The British head of the U.N. Mine Action Program in southern Lebanon, Christopher Clark, and his 990-member team of mine clearers will receive the 2008 Nansen Refugee Award. The U.N. refugee agency says the prize recipients are being honored for their courageous work in clearing tons of deadly munitions leftover from Israel's war with the Lebanese militant group Hezbollah in the summer of 2006. Lisa Schlein reports from UNHCR headquarters in Geneva.

The war only lasted five weeks, but it caused incalculable damage. During that period, more than two million explosive bomblets from Israeli cluster munitions were scattered over southern Lebanon, according to the United Nations.

More than 750,000 Lebanese fled their homes in the south to safer places in the country and another quarter of a million people fled to Syria or further afield.

U.N. refugee spokeswoman Astrid Van Genderen Stort says it is thanks to Christopher Clark and his team of de-miners that these refugees and internally displaced people have been able to return to their land.

"It was very important for UNHCR because we could bring our refugees and internally displaced back in safety and dignity," said Astrid Van Genderen Stort. "Of course it is still something that is going on because clearing a big piece of land, the whole of southern Lebanon of so many bomblets is an incredible job and they are still ongoing with it. But in the meantime, hundreds of thousands of refugees and internally displaced have been able to return back."

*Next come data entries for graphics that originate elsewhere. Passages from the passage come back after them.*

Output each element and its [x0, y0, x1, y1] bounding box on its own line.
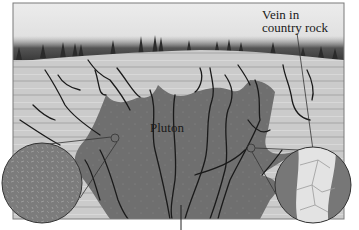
diagram-canvas: Vein in country rock Pluton [0, 0, 359, 230]
vein-label-line-2: country rock [262, 21, 328, 34]
pluton-label: Pluton [150, 121, 184, 134]
pluton-body [75, 80, 300, 219]
fine-grained-texture-magnifier [2, 143, 82, 223]
vein-in-country-rock-label: Vein in country rock [262, 8, 328, 34]
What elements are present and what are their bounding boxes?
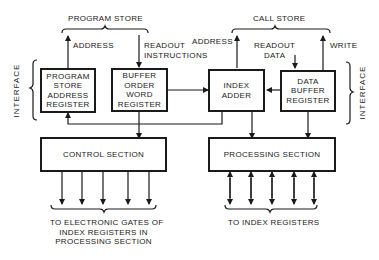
diagram-canvas: PROGRAM STORE CALL STORE ADDRESS READOUT… (0, 0, 379, 260)
call-store-label: CALL STORE (253, 14, 305, 24)
control-output-label: TO ELECTRONIC GATES OF INDEX REGISTERS I… (50, 218, 157, 247)
readout-data-label: READOUT DATA (254, 41, 295, 60)
address-label-right: ADDRESS (192, 37, 233, 47)
program-store-address-register-block: PROGRAM STORE ADDRESS REGISTER (40, 68, 96, 113)
address-label-left: ADDRESS (73, 41, 114, 51)
index-adder-block: INDEX ADDER (208, 69, 265, 112)
buffer-order-word-register-block: BUFFER ORDER WORD REGISTER (111, 68, 168, 112)
processing-section-block: PROCESSING SECTION (208, 137, 336, 172)
interface-label-right: INTERFACE (358, 66, 367, 120)
control-section-block: CONTROL SECTION (40, 137, 167, 172)
program-store-label: PROGRAM STORE (68, 14, 143, 24)
interface-label-left: INTERFACE (12, 64, 21, 118)
data-buffer-register-block: DATA BUFFER REGISTER (280, 70, 336, 112)
processing-output-label: TO INDEX REGISTERS (228, 218, 318, 228)
write-label: WRITE (330, 41, 357, 51)
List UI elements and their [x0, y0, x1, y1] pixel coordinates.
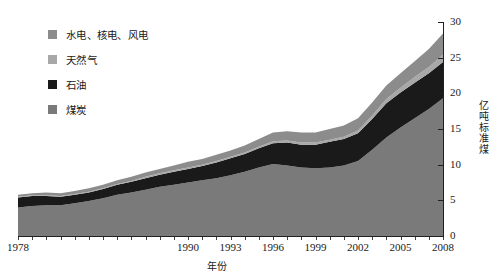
y-tick-mark [438, 58, 444, 59]
y-tick-mark [438, 165, 444, 166]
y-tick-mark [438, 200, 444, 201]
y-tick-label: 0 [450, 230, 456, 241]
energy-consumption-area-chart: 水电、核电、风电 天然气 石油 煤炭 051015202530 19781990… [0, 0, 502, 274]
x-tick-mark [146, 237, 147, 240]
x-tick-mark [330, 237, 331, 240]
x-tick-mark [429, 237, 430, 240]
x-tick-mark [216, 237, 217, 240]
x-tick-mark [75, 237, 76, 240]
y-tick-label: 15 [450, 123, 461, 134]
x-tick-mark [174, 237, 175, 240]
y-tick-label: 20 [450, 87, 461, 98]
x-tick-mark [443, 237, 444, 240]
x-tick-mark [316, 237, 317, 240]
x-tick-mark [18, 237, 19, 240]
x-tick-mark [415, 237, 416, 240]
x-tick-mark [245, 237, 246, 240]
x-tick-mark [358, 237, 359, 240]
x-tick-mark [344, 237, 345, 240]
y-tick-label: 5 [450, 194, 456, 205]
x-tick-label: 2008 [432, 242, 454, 253]
y-tick-label: 25 [450, 52, 461, 63]
x-tick-mark [287, 237, 288, 240]
y-tick-mark [438, 129, 444, 130]
x-tick-mark [372, 237, 373, 240]
x-tick-mark [301, 237, 302, 240]
y-tick-mark [438, 22, 444, 23]
x-tick-mark [131, 237, 132, 240]
x-tick-mark [231, 237, 232, 240]
x-axis-title: 年份 [207, 258, 227, 273]
x-tick-mark [117, 237, 118, 240]
x-tick-mark [103, 237, 104, 240]
x-tick-mark [61, 237, 62, 240]
x-tick-mark [89, 237, 90, 240]
y-tick-mark [438, 93, 444, 94]
x-tick-mark [401, 237, 402, 240]
x-tick-label: 1990 [177, 242, 199, 253]
x-tick-mark [386, 237, 387, 240]
x-tick-label: 2005 [390, 242, 412, 253]
x-tick-mark [46, 237, 47, 240]
x-tick-label: 1993 [220, 242, 242, 253]
x-tick-mark [259, 237, 260, 240]
x-tick-label: 1999 [305, 242, 327, 253]
x-tick-mark [188, 237, 189, 240]
plot-area [18, 22, 443, 236]
y-tick-label: 30 [450, 16, 461, 27]
y-axis-title: 亿吨标准煤 [473, 100, 487, 155]
x-tick-mark [202, 237, 203, 240]
x-tick-mark [32, 237, 33, 240]
stacked-area-svg [18, 22, 443, 236]
x-tick-label: 1978 [7, 242, 29, 253]
x-tick-mark [160, 237, 161, 240]
x-tick-label: 1996 [262, 242, 284, 253]
x-tick-mark [273, 237, 274, 240]
y-tick-label: 10 [450, 159, 461, 170]
x-tick-label: 2002 [347, 242, 369, 253]
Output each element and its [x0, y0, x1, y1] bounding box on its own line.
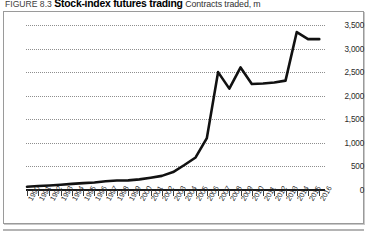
figure-container: FIGURE 8.3 Stock-index futures trading C…: [0, 0, 367, 237]
y-axis-tick-label: 1,500: [328, 115, 364, 124]
y-axis-tick-label: 0: [328, 186, 364, 195]
figure-number: FIGURE 8.3: [5, 0, 52, 9]
y-axis-tick-label: 3,500: [328, 21, 364, 30]
figure-caption: FIGURE 8.3 Stock-index futures trading C…: [5, 0, 261, 9]
figure-subtitle: Contracts traded, m: [185, 0, 260, 9]
y-axis-tick-label: 2,500: [328, 68, 364, 77]
y-axis-tick-label: 2,000: [328, 91, 364, 100]
y-axis-tick-label: 1,000: [328, 138, 364, 147]
page-title: Stock-index futures trading: [54, 0, 182, 9]
bottom-divider: [3, 229, 364, 231]
data-line-series: [26, 25, 325, 190]
y-axis-tick-label: 3,000: [328, 44, 364, 53]
y-axis-tick-label: 500: [328, 162, 364, 171]
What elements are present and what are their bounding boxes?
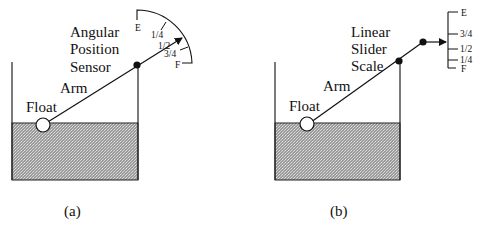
float	[300, 117, 314, 131]
scale-mark-three-quarter: 3/4	[460, 29, 472, 39]
scale-mark-quarter: 1/4	[151, 30, 163, 40]
panel-b-linear: E 3/4 1/2 1/4 F Linear Slider Scale Arm …	[275, 8, 472, 220]
scale-mark-f: F	[175, 60, 180, 70]
scale-mark-e: E	[461, 8, 467, 18]
sensor-label-line3: Scale	[351, 58, 384, 74]
sensor-label-line1: Linear	[351, 24, 390, 40]
scale-mark-f: F	[461, 64, 466, 74]
sensor-label-line3: Sensor	[70, 59, 111, 75]
liquid	[12, 123, 138, 180]
pivot	[133, 61, 140, 68]
arm-label: Arm	[323, 78, 351, 94]
panel-a-angular: E 1/4 1/2 3/4 F Angular Position Sensor …	[12, 10, 192, 220]
sensor-label-line2: Slider	[351, 41, 387, 57]
float-label: Float	[289, 98, 321, 114]
fuel-gauge-diagram: E 1/4 1/2 3/4 F Angular Position Sensor …	[0, 0, 482, 225]
scale-mark-three-quarter: 3/4	[164, 49, 176, 59]
linear-scale: E 3/4 1/2 1/4 F	[448, 8, 472, 74]
caption-b: (b)	[330, 203, 348, 220]
sensor-label-line1: Angular	[70, 24, 119, 40]
float	[36, 118, 50, 132]
angular-scale: E 1/4 1/2 3/4 F	[135, 10, 192, 70]
sensor-label-line2: Position	[70, 41, 120, 57]
pivot	[395, 57, 402, 64]
arm-label: Arm	[60, 80, 88, 96]
float-label: Float	[26, 99, 58, 115]
scale-mark-e: E	[135, 23, 141, 33]
caption-a: (a)	[64, 203, 81, 220]
scale-mark-half: 1/2	[460, 44, 472, 54]
liquid	[275, 123, 400, 180]
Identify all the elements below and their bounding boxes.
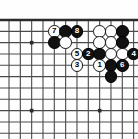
go-stone-white [59, 36, 72, 49]
go-diagram: 78524316 [0, 0, 138, 139]
go-stone-move-number: 8 [75, 27, 79, 35]
star-point [30, 41, 34, 45]
go-stone-move-number: 3 [75, 61, 79, 69]
go-stone-black-move-8: 8 [71, 25, 84, 38]
go-stone-move-number: 1 [97, 61, 101, 69]
star-point [98, 109, 102, 113]
go-stone-black-move-4: 4 [127, 48, 138, 61]
star-point [30, 109, 34, 113]
go-stone-black-move-6: 6 [116, 59, 129, 72]
go-stone-black [105, 70, 118, 83]
go-stone-move-number: 2 [86, 49, 90, 57]
go-stone-white-move-3: 3 [71, 59, 84, 72]
go-stone-move-number: 5 [75, 49, 79, 57]
go-stone-move-number: 7 [52, 27, 56, 35]
go-stone-move-number: 6 [120, 61, 124, 69]
go-stone-move-number: 4 [131, 49, 135, 57]
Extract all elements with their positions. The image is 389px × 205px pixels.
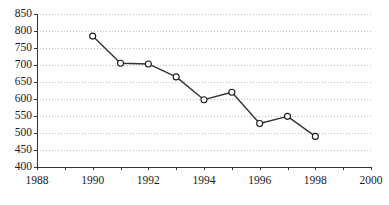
x-axis-tick-label: 1998 (295, 175, 335, 187)
y-axis-tick-label: 550 (15, 110, 32, 122)
x-axis-tick-label: 1994 (184, 175, 224, 187)
y-axis-tick-label: 400 (15, 161, 32, 173)
x-axis-tick-label: 1990 (73, 175, 113, 187)
x-axis-tick-label: 1988 (17, 175, 57, 187)
data-series-line (93, 36, 316, 136)
y-axis-tick-label: 850 (15, 8, 32, 20)
y-axis-tick-label: 600 (15, 93, 32, 105)
x-axis-tick-label: 2000 (351, 175, 389, 187)
y-axis-ticks (34, 15, 37, 168)
y-axis-tick-label: 500 (15, 127, 32, 139)
y-axis-tick-label: 450 (15, 144, 32, 156)
gridlines (37, 15, 371, 151)
y-axis-tick-label: 800 (15, 25, 32, 37)
y-axis-tick-label: 650 (15, 76, 32, 88)
x-axis-tick-label: 1996 (240, 175, 280, 187)
y-axis-tick-label: 700 (15, 59, 32, 71)
axis-lines (38, 14, 372, 168)
y-axis-tick-label: 750 (15, 42, 32, 54)
x-axis-tick-label: 1992 (128, 175, 168, 187)
line-chart: 400450500550600650700750800850 198819901… (0, 0, 389, 205)
data-point-markers (90, 33, 319, 139)
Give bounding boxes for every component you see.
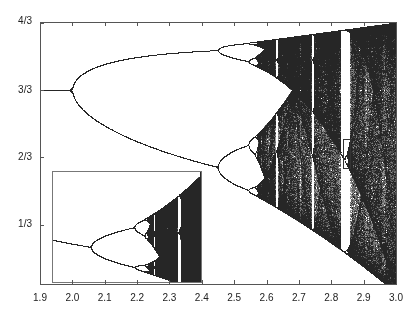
y-tick-label: 3/3 [2,84,32,95]
x-tick-label: 1.9 [25,292,55,303]
x-tick-label: 2.5 [219,292,249,303]
x-tick-label: 2.2 [122,292,152,303]
y-tick-label: 2/3 [2,151,32,162]
bifurcation-plot [0,0,417,321]
x-tick-label: 2.9 [349,292,379,303]
x-tick-label: 2.3 [154,292,184,303]
x-tick-label: 2.0 [57,292,87,303]
x-tick-label: 2.4 [187,292,217,303]
x-tick-label: 2.8 [316,292,346,303]
x-tick-label: 2.6 [252,292,282,303]
y-tick-label: 4/3 [2,15,32,26]
x-tick-label: 2.7 [284,292,314,303]
x-tick-label: 2.1 [90,292,120,303]
y-tick-label: 1/3 [2,218,32,229]
x-tick-label: 3.0 [381,292,411,303]
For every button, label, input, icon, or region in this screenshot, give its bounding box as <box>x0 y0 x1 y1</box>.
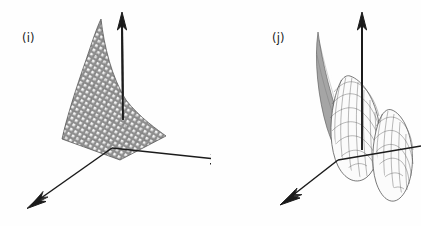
front-axis-shaft-i <box>34 148 112 203</box>
surface-body-i <box>62 19 166 160</box>
figure-canvas: (i) <box>0 0 421 226</box>
panel-j: (j) <box>210 0 421 226</box>
surface-mesh-i <box>62 19 166 160</box>
panel-label-j: (j) <box>272 31 285 45</box>
surface-wave-lobe-2-j <box>373 110 413 202</box>
surface-plot-j <box>210 0 421 226</box>
panel-i: (i) <box>0 0 211 226</box>
vertical-axis-shaft-i <box>122 18 123 120</box>
panel-label-i: (i) <box>22 31 35 45</box>
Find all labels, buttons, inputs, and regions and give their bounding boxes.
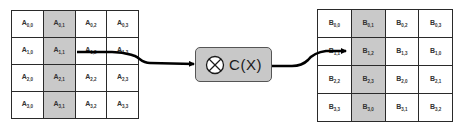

In 2003, the U.N. Mine Action Program in southern Lebanon, headed by Christopher Clark, began clearing landmines, unexploded ordnance and other remnants of war left over from previous conflicts.

Genderen Stort tells VOA by July 2006, they had cleared most of southern Lebanon.

"And, then suddenly the war broke out and in a period of five weeks all the work that they had done, but, suddenly there were between 2.6 and four million new cluster bomblets, which is a totally different thing from landmines and unexploded ordnance," she said. "They look different. They are very small. They can hang in the trees. They can be hidden in the garden. In Lebanon, I saw a lot of the bomblets in the agricultural fields and tobacco fields and that is, of course. If people can return home, but they cannot work, they are basically blocked."

The Nansen Prize is named after Norwegian explorer, author and Nobel Laureate Fridtjof Nansen, who was the first High Commissioner for Refugees.